Tuesday, July 18, 2006

US v. Carty, No. 05-10200 (7-17-06). In this appeal from a sex abuse case occuring in Indian Country, the 9th considers an insufficiency argument, and basically defers to whatever the jury finds. The testimony of the victim was both contradictory and incredible, but the 9th said that is what the jury is for. The sense is that the 9th will not disturb a jury verdict in a sufficiency appeal.

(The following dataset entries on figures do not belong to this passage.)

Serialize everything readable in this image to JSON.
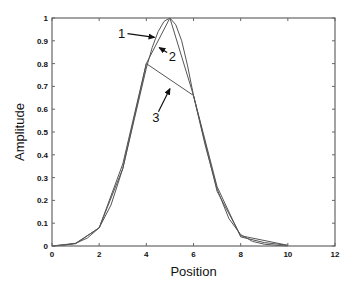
{
  "chart_data": {
    "type": "line",
    "title": "",
    "xlabel": "Position",
    "ylabel": "Amplitude",
    "xlim": [
      0,
      12
    ],
    "ylim": [
      0,
      1
    ],
    "xticks": [
      0,
      2,
      4,
      6,
      8,
      10,
      12
    ],
    "yticks": [
      0,
      0.1,
      0.2,
      0.3,
      0.4,
      0.5,
      0.6,
      0.7,
      0.8,
      0.9,
      1
    ],
    "xtick_labels": [
      "0",
      "2",
      "4",
      "6",
      "8",
      "10",
      "12"
    ],
    "ytick_labels": [
      "0",
      "0.1",
      "0.2",
      "0.3",
      "0.4",
      "0.5",
      "0.6",
      "0.7",
      "0.8",
      "0.9",
      "1"
    ],
    "grid": false,
    "legend": null,
    "series": [
      {
        "name": "1",
        "style": "smooth",
        "x": [
          0,
          0.5,
          1,
          1.5,
          2,
          2.5,
          3,
          3.5,
          4,
          4.25,
          4.5,
          4.75,
          5,
          5.25,
          5.5,
          5.75,
          6,
          6.5,
          7,
          7.5,
          8,
          8.5,
          9,
          9.5,
          10
        ],
        "y": [
          0.0,
          0.003,
          0.012,
          0.035,
          0.08,
          0.18,
          0.34,
          0.56,
          0.78,
          0.87,
          0.94,
          0.985,
          1.0,
          0.97,
          0.9,
          0.79,
          0.66,
          0.44,
          0.25,
          0.12,
          0.05,
          0.02,
          0.008,
          0.003,
          0.0
        ]
      },
      {
        "name": "2",
        "style": "piecewise-linear",
        "x": [
          0,
          1,
          2,
          3,
          4,
          5,
          6,
          7,
          8,
          9,
          10
        ],
        "y": [
          0.0,
          0.01,
          0.08,
          0.36,
          0.8,
          1.0,
          0.66,
          0.26,
          0.04,
          0.015,
          0.003
        ]
      },
      {
        "name": "3",
        "style": "piecewise-linear",
        "x": [
          0,
          1,
          2,
          3,
          4,
          6,
          7,
          8,
          10
        ],
        "y": [
          0.0,
          0.012,
          0.08,
          0.34,
          0.8,
          0.66,
          0.24,
          0.045,
          0.003
        ]
      }
    ],
    "annotations": [
      {
        "text": "1",
        "x_text": 2.95,
        "y_text": 0.935,
        "arrow_to": [
          4.35,
          0.915
        ]
      },
      {
        "text": "2",
        "x_text": 5.1,
        "y_text": 0.835,
        "arrow_to": [
          4.55,
          0.87
        ]
      },
      {
        "text": "3",
        "x_text": 4.4,
        "y_text": 0.565,
        "arrow_to": [
          5.0,
          0.69
        ]
      }
    ],
    "line_color": "#555555",
    "axes_color": "#666666"
  }
}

On the sentencing issue, the 9th does reaffirm the new world of Booker sentencing, stressing that the court cannot just adopt a guidelines sentence, because that would give effect to just one of the 3553 factors. Although the 9th does not lay out an exact mantra that must be repeated, it comes pretty close. The 9th stresses that the district court has to indicate it considered the 3553 factors, and actually discuss them and the purposes. This is another blow against the "business as usual" approach.

Congrats to Milagros Cisneros, AFPD D. Az, for the sentencing silver lining in this decision.

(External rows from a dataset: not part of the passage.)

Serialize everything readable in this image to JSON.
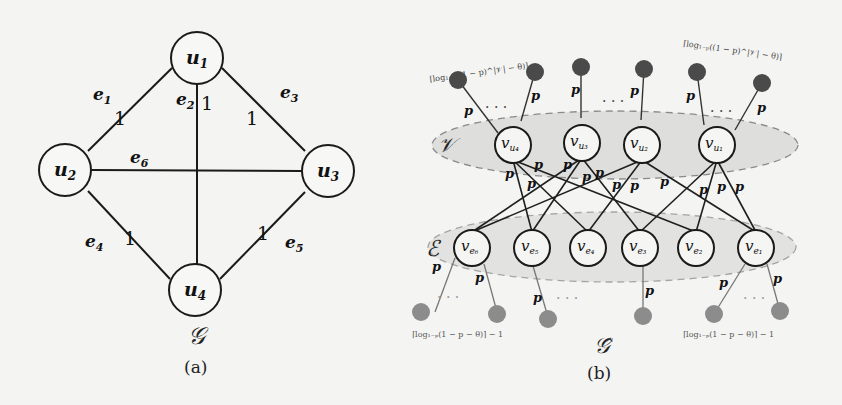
{
  "figure_a": {
    "caption": "(a)",
    "graph_symbol": "𝒢",
    "vertices": [
      {
        "id": "u1",
        "label": "u",
        "sub": "1",
        "x": 197,
        "y": 58
      },
      {
        "id": "u2",
        "label": "u",
        "sub": "2",
        "x": 65,
        "y": 170
      },
      {
        "id": "u3",
        "label": "u",
        "sub": "3",
        "x": 328,
        "y": 171
      },
      {
        "id": "u4",
        "label": "u",
        "sub": "4",
        "x": 195,
        "y": 290
      }
    ],
    "edges": [
      {
        "id": "e1",
        "from": "u1",
        "to": "u2",
        "label": "e",
        "sub": "1",
        "weight": "1"
      },
      {
        "id": "e2",
        "from": "u1",
        "to": "u4",
        "label": "e",
        "sub": "2",
        "weight": "1"
      },
      {
        "id": "e3",
        "from": "u1",
        "to": "u3",
        "label": "e",
        "sub": "3",
        "weight": "1"
      },
      {
        "id": "e4",
        "from": "u2",
        "to": "u4",
        "label": "e",
        "sub": "4",
        "weight": "1"
      },
      {
        "id": "e5",
        "from": "u3",
        "to": "u4",
        "label": "e",
        "sub": "5",
        "weight": "1"
      },
      {
        "id": "e6",
        "from": "u2",
        "to": "u3",
        "label": "e",
        "sub": "6",
        "weight": ""
      }
    ]
  },
  "figure_b": {
    "caption": "(b)",
    "graph_symbol": "𝒢̂",
    "vertex_set_label": "𝒱",
    "edge_set_label": "ℰ",
    "edge_prob_label": "p",
    "vertex_nodes": [
      {
        "id": "v_u4",
        "label": "v",
        "sub": "u₄"
      },
      {
        "id": "v_u3",
        "label": "v",
        "sub": "u₃"
      },
      {
        "id": "v_u2",
        "label": "v",
        "sub": "u₂"
      },
      {
        "id": "v_u1",
        "label": "v",
        "sub": "u₁"
      }
    ],
    "edge_nodes": [
      {
        "id": "v_e6",
        "label": "v",
        "sub": "e₆"
      },
      {
        "id": "v_e5",
        "label": "v",
        "sub": "e₅"
      },
      {
        "id": "v_e4",
        "label": "v",
        "sub": "e₄"
      },
      {
        "id": "v_e3",
        "label": "v",
        "sub": "e₃"
      },
      {
        "id": "v_e2",
        "label": "v",
        "sub": "e₂"
      },
      {
        "id": "v_e1",
        "label": "v",
        "sub": "e₁"
      }
    ],
    "top_annotation_left": "⌈log₁₋ₚ((1 − p)^|𝒱| − θ)⌉",
    "top_annotation_right": "⌈log₁₋ₚ((1 − p)^|𝒱| − θ)⌉",
    "bottom_annotation_left": "⌈log₁₋ₚ(1 − p − θ)⌉ − 1",
    "bottom_annotation_right": "⌈log₁₋ₚ(1 − p − θ)⌉ − 1",
    "ellipsis": ". . ."
  },
  "colors": {
    "background": "#f4f4f2",
    "stroke": "#1a1a1a",
    "set_fill": "#dededc",
    "top_leaf": "#4a4a4a",
    "bottom_leaf": "#8c8c8c"
  }
}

US v. Lyons, No. 04-50082 (7-17-06). The 9th allows use of administrative costs in a telemarketing fraud trial to show evidence of criminal intent. The 9th also finds harmless failure to instruct on co-defendant/co-schemer liability.

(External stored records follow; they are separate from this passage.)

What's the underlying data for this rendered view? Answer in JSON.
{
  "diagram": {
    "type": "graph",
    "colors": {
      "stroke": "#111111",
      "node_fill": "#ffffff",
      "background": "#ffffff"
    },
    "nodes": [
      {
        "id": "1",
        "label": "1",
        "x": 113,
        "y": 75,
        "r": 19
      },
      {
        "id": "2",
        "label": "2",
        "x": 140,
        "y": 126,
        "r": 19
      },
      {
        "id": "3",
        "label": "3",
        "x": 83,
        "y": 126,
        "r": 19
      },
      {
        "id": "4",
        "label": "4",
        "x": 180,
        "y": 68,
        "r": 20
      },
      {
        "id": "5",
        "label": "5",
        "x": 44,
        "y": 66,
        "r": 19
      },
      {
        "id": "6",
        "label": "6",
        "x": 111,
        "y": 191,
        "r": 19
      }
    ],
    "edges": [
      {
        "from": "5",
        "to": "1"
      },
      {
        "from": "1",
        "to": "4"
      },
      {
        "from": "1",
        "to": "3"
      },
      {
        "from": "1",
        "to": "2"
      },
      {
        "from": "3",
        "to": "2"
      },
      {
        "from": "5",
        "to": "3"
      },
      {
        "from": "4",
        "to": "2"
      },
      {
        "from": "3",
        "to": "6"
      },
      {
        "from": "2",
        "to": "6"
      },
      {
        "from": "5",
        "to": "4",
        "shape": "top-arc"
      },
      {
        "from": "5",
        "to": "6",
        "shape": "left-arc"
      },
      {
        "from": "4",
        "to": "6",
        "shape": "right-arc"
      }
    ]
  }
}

Weather v. Palmateer, No. 04-36009 (7-17-06). The 9th reverses a district court finding of IAC. The 9th looks to the state's finding, and gives it credence. This was a highly publicized serial rapist plea, for which the defendnat fired his attorney and got another counsel. The state courts found that the decision to plead guilty was not a result of IAC, and that there were benefits. The 9th agreed. Moreover, the prejudice prong could not be met.